Dorzolamide (Trusopt) and Ketamine Therapy | Tovani Health
Trusopt (Dorzolamide ophthalmic) (also: Cosopt (with timolol)) — Topical carbonic anhydrase inhibitor (glaucoma)
Verdict at Tovani Health
Fully compatible with KAP — minimal systemic absorption.
Topical dorzolamide and ketamine have no clinically significant interaction. Carbonic anhydrase inhibitor eye drop for glaucoma, often combined with timolol (Cosopt). Topical application has minimal systemic absorption — the systemic CA inhibitor concerns that apply to oral acetazolamide (metabolic acidosis, paresthesias) don't transfer to the eye drop.
If you take Trusopt regularly and are considering at-home ketamine therapy, the combination is generally safe at therapeutic doses. This page covers the brief pharmacologic context and what we do at intake.
How Trusopt interacts with ketamine
Selective inhibitor of carbonic anhydrase II in the ciliary body, reducing aqueous humor production. Topical application with minimal systemic absorption.
What we do at intake
Continue as prescribed. Use punctal-occlusion technique after each drop.
Bottom line
Topical dorzolamide and ketamine have no clinically significant interaction. Carbonic anhydrase inhibitor eye drop for glaucoma, often combined with timolol (Cosopt). Topical application has minimal systemic absorption — the systemic CA inhibitor concerns that apply to oral acetazolamide (metabolic acidosis, paresthesias) don't transfer to the eye drop.
Ready to find out if at-home ketamine fits your situation?
We’ll note that you’re on Trusopt (Dorzolamide ophthalmic) at intake. The eligibility check takes 5 minutes and gives you an honest answer about whether at-home ketamine fits your specific situation.
FL and NJ residents only. Benjamin Soffer, DO — Tovani Health.
Clinically reviewed
Reviewed by Benjamin Soffer, DO on May 23, 2026. Dr. Soffer is a board-certified physician (American Board of Internal Medicine) licensed in Florida and New Jersey, prescribing at-home ketamine therapy through Tovani Health.
This page is general information about how this medication interacts with at-home ketamine therapy at Tovani Health. It is not a substitute for medical advice from your prescribing physician about your specific situation. Always discuss medication changes with the doctor who prescribed them.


Goal of the exercise —
Which lines of the records below contain the word "decimals"? Report each of them in full.

(Dataset records)

/---

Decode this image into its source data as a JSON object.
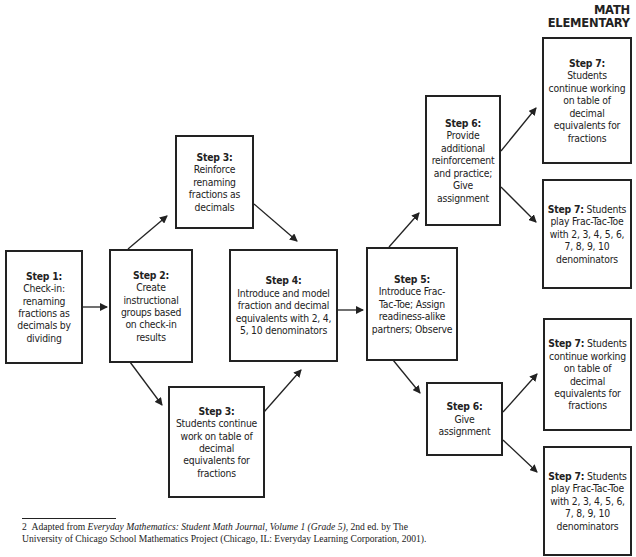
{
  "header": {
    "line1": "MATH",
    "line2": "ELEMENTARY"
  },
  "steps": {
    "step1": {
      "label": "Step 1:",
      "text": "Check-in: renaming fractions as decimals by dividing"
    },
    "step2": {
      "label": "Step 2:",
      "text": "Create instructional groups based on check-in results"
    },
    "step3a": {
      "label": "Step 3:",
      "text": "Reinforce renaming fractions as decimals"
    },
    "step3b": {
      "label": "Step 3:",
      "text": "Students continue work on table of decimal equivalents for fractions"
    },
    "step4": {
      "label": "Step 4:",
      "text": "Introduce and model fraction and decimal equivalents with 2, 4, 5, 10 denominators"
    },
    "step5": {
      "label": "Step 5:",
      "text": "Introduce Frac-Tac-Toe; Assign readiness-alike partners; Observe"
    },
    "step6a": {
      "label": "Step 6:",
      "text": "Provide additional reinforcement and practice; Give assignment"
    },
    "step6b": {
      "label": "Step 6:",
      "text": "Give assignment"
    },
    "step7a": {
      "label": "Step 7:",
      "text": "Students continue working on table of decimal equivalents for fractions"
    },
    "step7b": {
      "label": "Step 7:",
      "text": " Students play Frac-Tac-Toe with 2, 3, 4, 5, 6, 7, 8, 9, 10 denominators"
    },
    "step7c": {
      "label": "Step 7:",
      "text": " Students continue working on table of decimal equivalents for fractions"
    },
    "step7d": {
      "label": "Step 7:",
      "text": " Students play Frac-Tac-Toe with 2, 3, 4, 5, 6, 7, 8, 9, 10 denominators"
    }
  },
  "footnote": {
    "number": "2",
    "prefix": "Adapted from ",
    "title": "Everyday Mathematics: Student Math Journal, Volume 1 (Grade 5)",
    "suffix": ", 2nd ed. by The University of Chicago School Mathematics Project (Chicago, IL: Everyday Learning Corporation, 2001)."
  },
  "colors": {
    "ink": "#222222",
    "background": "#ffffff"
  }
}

\---
/---

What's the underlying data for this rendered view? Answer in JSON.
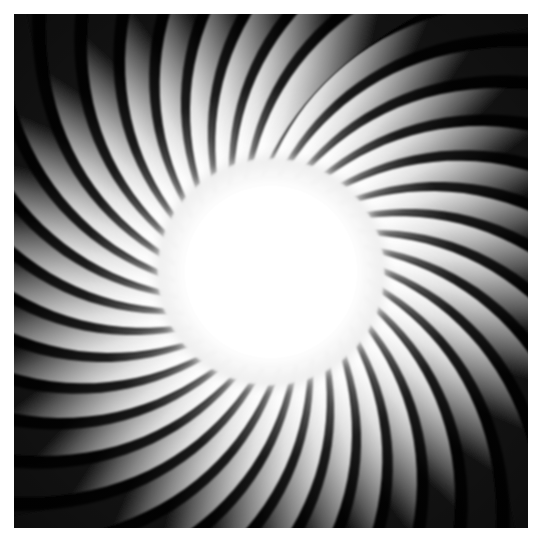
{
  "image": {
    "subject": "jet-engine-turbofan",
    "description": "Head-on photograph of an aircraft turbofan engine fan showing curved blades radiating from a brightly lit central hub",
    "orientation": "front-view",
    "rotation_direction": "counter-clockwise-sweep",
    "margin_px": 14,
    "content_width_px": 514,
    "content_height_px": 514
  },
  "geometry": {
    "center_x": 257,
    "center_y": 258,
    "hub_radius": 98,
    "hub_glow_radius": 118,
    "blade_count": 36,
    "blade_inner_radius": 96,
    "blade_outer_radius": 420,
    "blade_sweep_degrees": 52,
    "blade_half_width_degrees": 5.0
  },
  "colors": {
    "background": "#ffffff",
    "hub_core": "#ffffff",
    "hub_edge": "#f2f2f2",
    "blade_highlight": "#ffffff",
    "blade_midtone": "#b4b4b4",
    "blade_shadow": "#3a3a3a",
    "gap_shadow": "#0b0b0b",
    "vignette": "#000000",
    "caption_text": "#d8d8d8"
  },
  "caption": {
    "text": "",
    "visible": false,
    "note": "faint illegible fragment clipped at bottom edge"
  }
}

\---
/---

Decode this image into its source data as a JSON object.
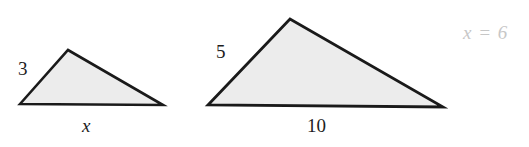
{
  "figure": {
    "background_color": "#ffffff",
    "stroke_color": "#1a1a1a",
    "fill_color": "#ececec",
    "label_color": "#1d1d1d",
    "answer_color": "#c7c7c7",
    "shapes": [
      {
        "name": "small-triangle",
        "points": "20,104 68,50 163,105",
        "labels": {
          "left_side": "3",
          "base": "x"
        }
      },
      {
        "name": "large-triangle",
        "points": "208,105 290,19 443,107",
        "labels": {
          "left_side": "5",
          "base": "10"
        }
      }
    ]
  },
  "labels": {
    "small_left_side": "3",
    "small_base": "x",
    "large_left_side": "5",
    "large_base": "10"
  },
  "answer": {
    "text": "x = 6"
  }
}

\---

Answer for the task —
      "text": "Check-in: renaming fractions as decimals by dividing"
      "text": "Reinforce renaming fractions as decimals"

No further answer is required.